With MIDI computers, music instruments, sound cards etc. can send and receive instructions from and to each other.
MIDI was born in the early 1980's when electronic instrument makers, primarily in the US and Japan, recognized that their instruments must be able to talk to one another.
After the details were worked out, manufacturers soon began to include electronic circuitry in their equipment that allowed them to understand the instructions MIDI used.
Before long, nearly every instrument maker in the world had adopted the standard, and though there have been refinements and modifications to MIDI along the way, even the earliest MIDI instruments are still capable enough to be used today.
Since its adoption, MIDI has dramatically changed the way music is created, performed and recorded.
MIDI is a universally accepted standard for communicating information about a musical performance by digital means.
It has both a hardware and software component, and though it could be used for sending information about many other things, such as the control of lighting in a theater, it was originally developed to transmit instructions about music.
Like a music score MIDI transmits instructions that must be acted on by some device that can make sound.
While a piano or guitar player will interpret the music score and produce the sound required, in MIDI it is most likely a synthesizer or drum machine that will react to the information.
MIDI is used both for realtime control of devices; and as files, where all the instructions are saved to a computer file.
MIDI does not actually transmit sound electronically.
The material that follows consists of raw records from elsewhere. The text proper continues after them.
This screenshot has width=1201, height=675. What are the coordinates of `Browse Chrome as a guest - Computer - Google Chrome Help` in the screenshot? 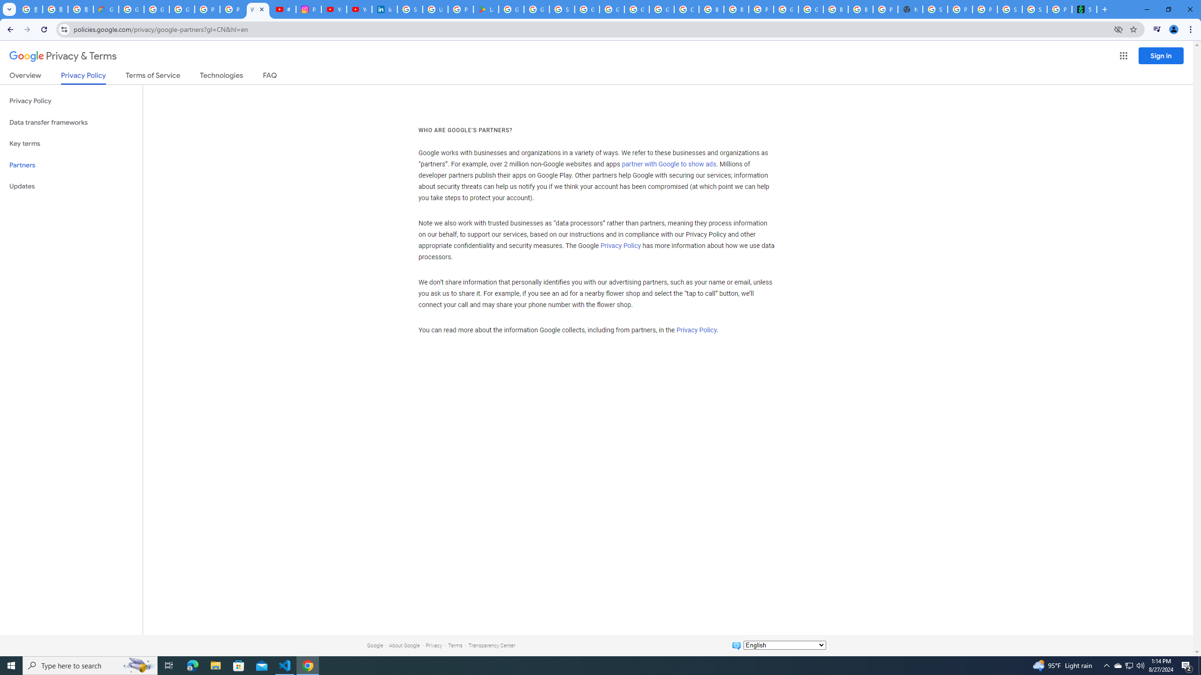 It's located at (711, 9).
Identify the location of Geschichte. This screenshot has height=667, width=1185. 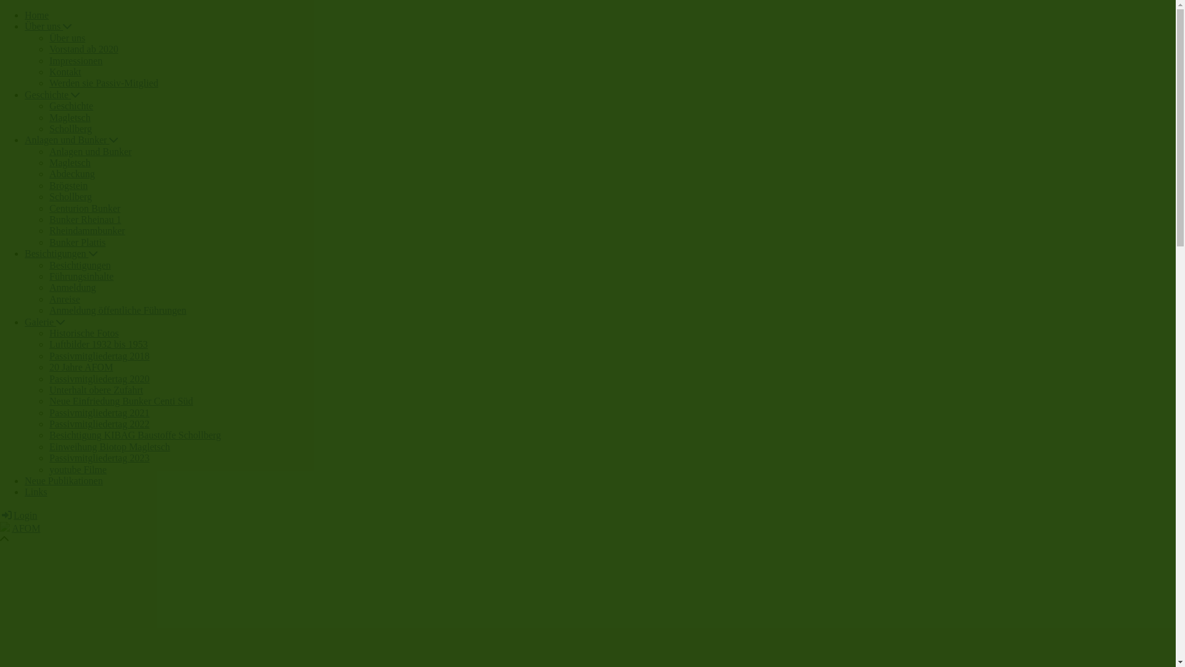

Instead, its information is used in the sound-producing devices (synthesizers, drum machines, sound card etc.), that will create the sound you hear.
A MIDI transmission consists of a series of signals, called bits, that pass through a MIDI cable. These signals are electrical impulses that represent the 1's and 0's that make up the language of computers.
When the impulses reach their destination (a device) the device interprets them as a series of instructions that usually result in the production of a sound.
The bits in the MIDI transmission move at 31,250 per second, and are transmitted in a serial manner, meaning one after another.
Every bit does not represent a different note or event, however. Bits are grouped into strings of 10 to create MIDI messages.
MIDI messages are actually eight bits (= one byte).
When messages are being transmitted, two extra bits, called the stop and start bits, are added to the beginning and end of the byte, hence the 10 bit length of most events.
MIDI messages detail specific aspects of a musical performance:
• what notes should be heard
• how loud they should be
• what type of sound (trumpet, drum, flute) should play the notes, etc.
Together, MIDI messages represent an entire language of musical actions, and can be used to control all details of a complete symphony or a simple hymn.